Searching, flying and flamenco: Rafaela Carrasco
The nouveau flamenco Company Rafael Carrasco will open the stage for two nights in a row this September for New York City Center’s Fall for Dance Festival — 10 nights for 10 bucks each! Carrasco is a prolific choreographer and dancer with an appetite for experimentation. An excerpt from an interview in 2004:
I’m the type that flies, I’m the type that doesn’t conform; I get bored right away with what I do… It’s good, but it’s very screwy at times because you never really live in the present; you’re always in the future. It’s a need and when it’s a need it’s fantastic because it comes out of a sincere, honest place. It doesn’t come from pretension or from wishing to search for something; it comes out natural.
Check out the rhythmic duet between Carrasco and Madrid percussionist, Nacho Arimany.
More thoughtful words from Carrasco, on honesty and the universal skirmish between an artform’s originators versus its innovators:
I’m tired of sensationalist shows seeking easy applause; I’m against selling oneself out. I need to be told honesty even if it’s very scant. I don’t ask for a big deal technically; I don’t care if you give me three turns or one or none. What I want is for you to tell me truth and honesty.
It’s also true that there’s a great generation gap between our maestros and us… It’s rather harsh for them to see what we do because they think that flamenco is slipping away, but I don’t think so; I think it’s a time of searching when people are coming out with the freedom to choose to be very flamenco or to bring out another kind of restlessness… You can’t ask the same thing of everyone; they don’t have to have that need, but you have to allow those who do to search.


She’s not the only one who gets bored with what she does. Sterility is incompatible with art.
Carrasco also mentions feeling like she lacks presence with what she does because of boredom, and thinking about the next project. The other side of the coin, perhaps?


TASK DETAILS: Your answer must consist of the records below, reproduced exactly, with every picture removed.

* * * * *

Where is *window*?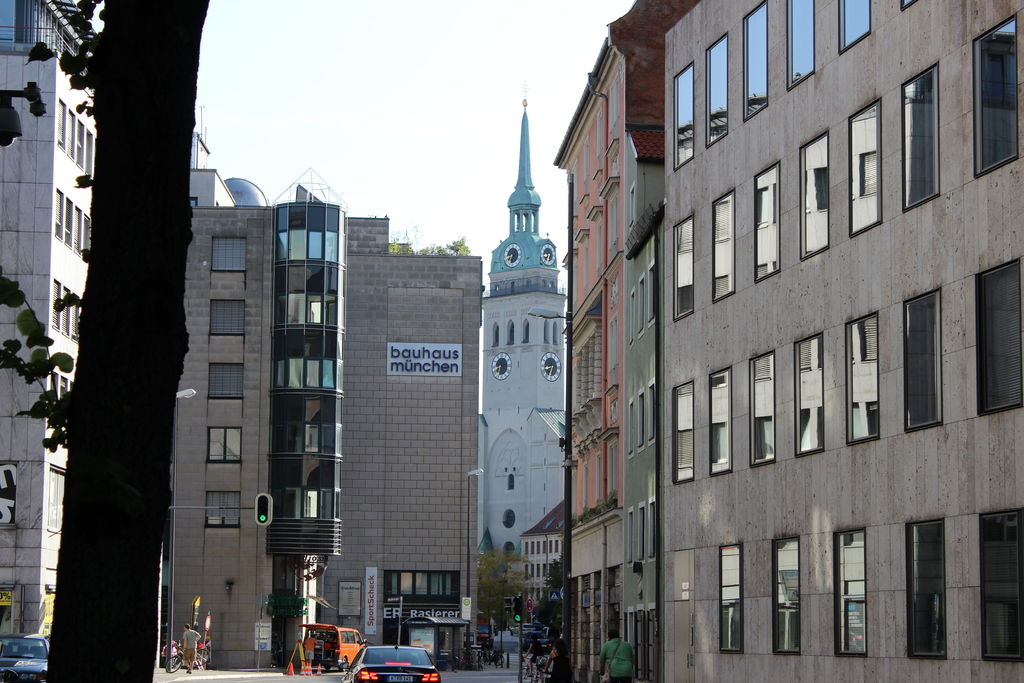
region(755, 157, 776, 278).
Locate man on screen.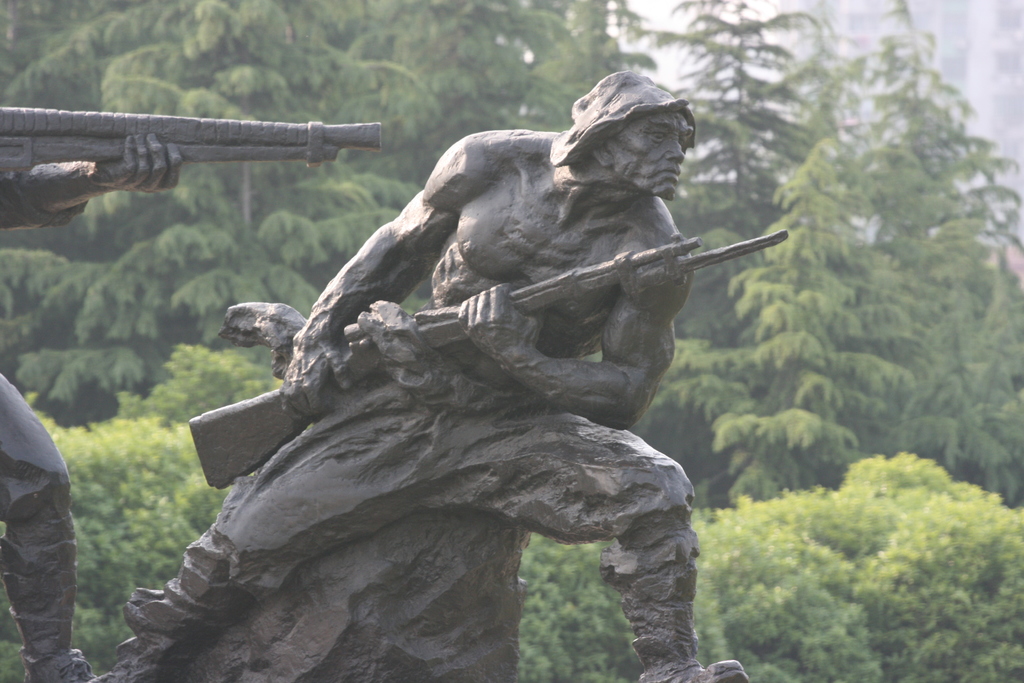
On screen at 176,62,791,651.
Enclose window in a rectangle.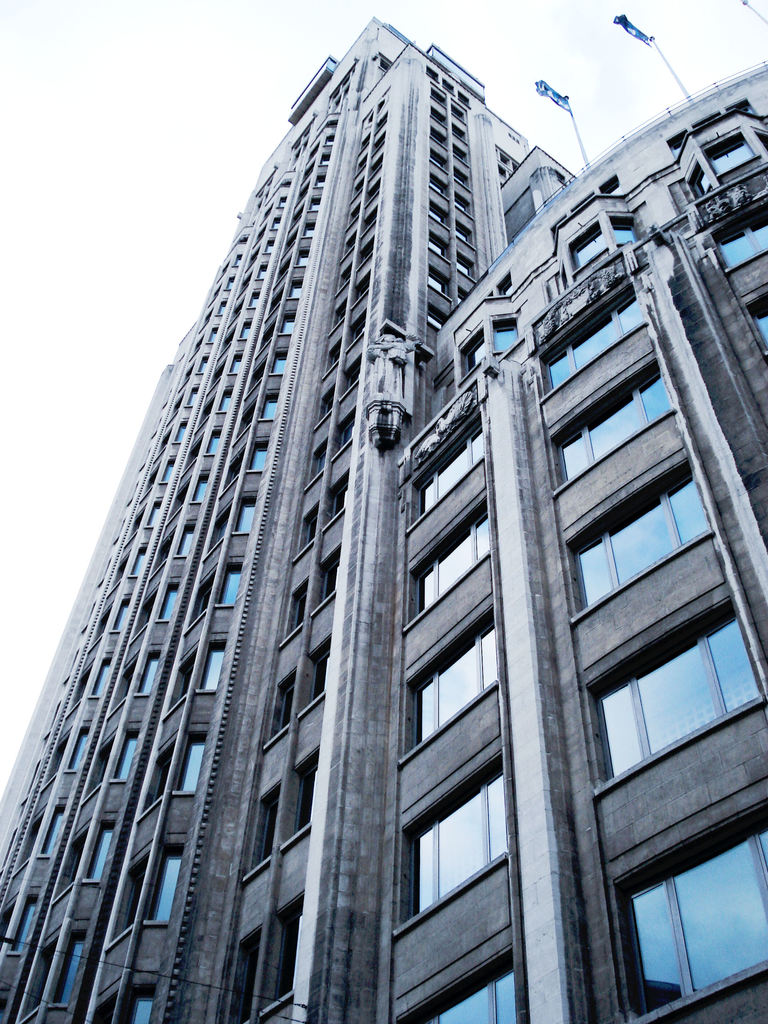
bbox=[360, 237, 373, 259].
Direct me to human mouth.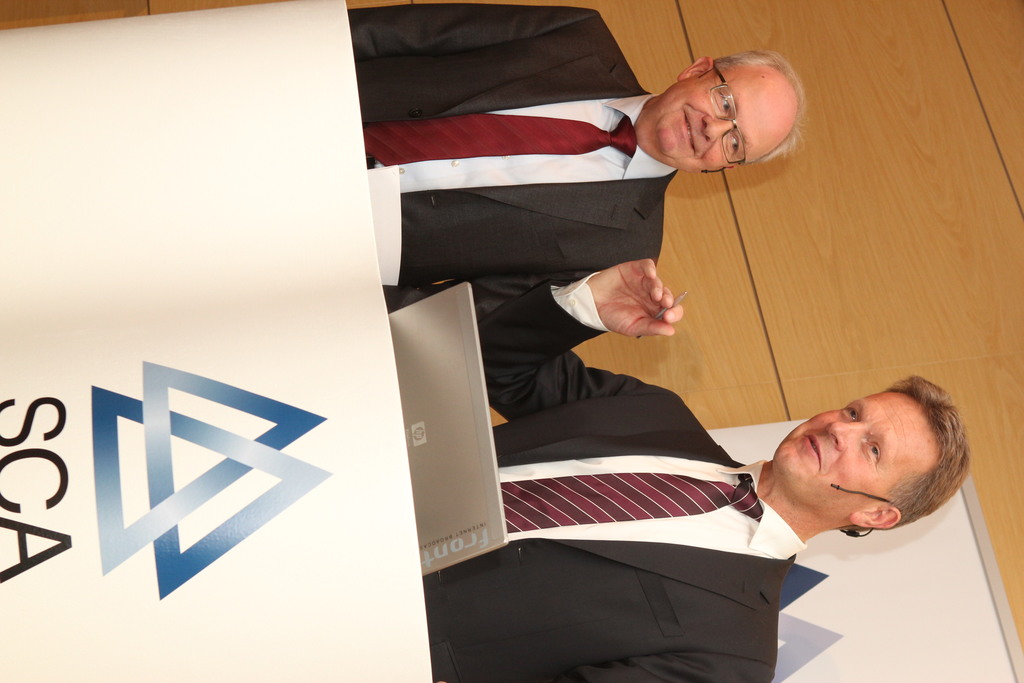
Direction: box=[800, 431, 829, 471].
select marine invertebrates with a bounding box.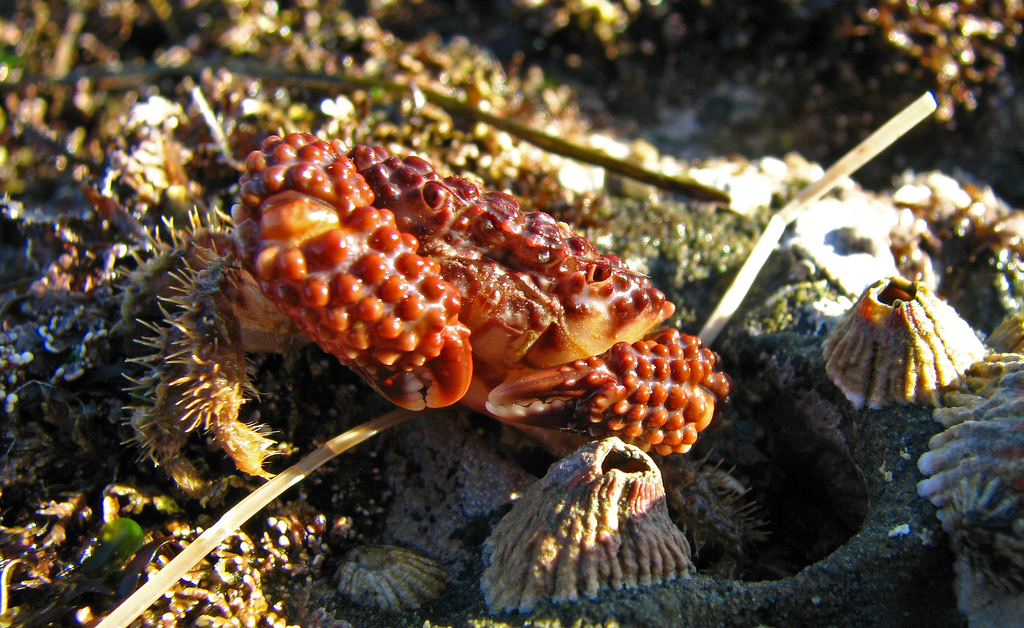
rect(335, 535, 481, 622).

* * * * *

SOLVED PROBLEM:
Where is *window*?
region(755, 157, 776, 278).
Locate man on screen.
On screen at 176,62,791,651.
Enclose window in a rectangle.
bbox=[360, 237, 373, 259].
Direct me to human mouth.
Direction: box=[800, 431, 829, 471].
select marine invertebrates with a bounding box.
rect(335, 535, 481, 622).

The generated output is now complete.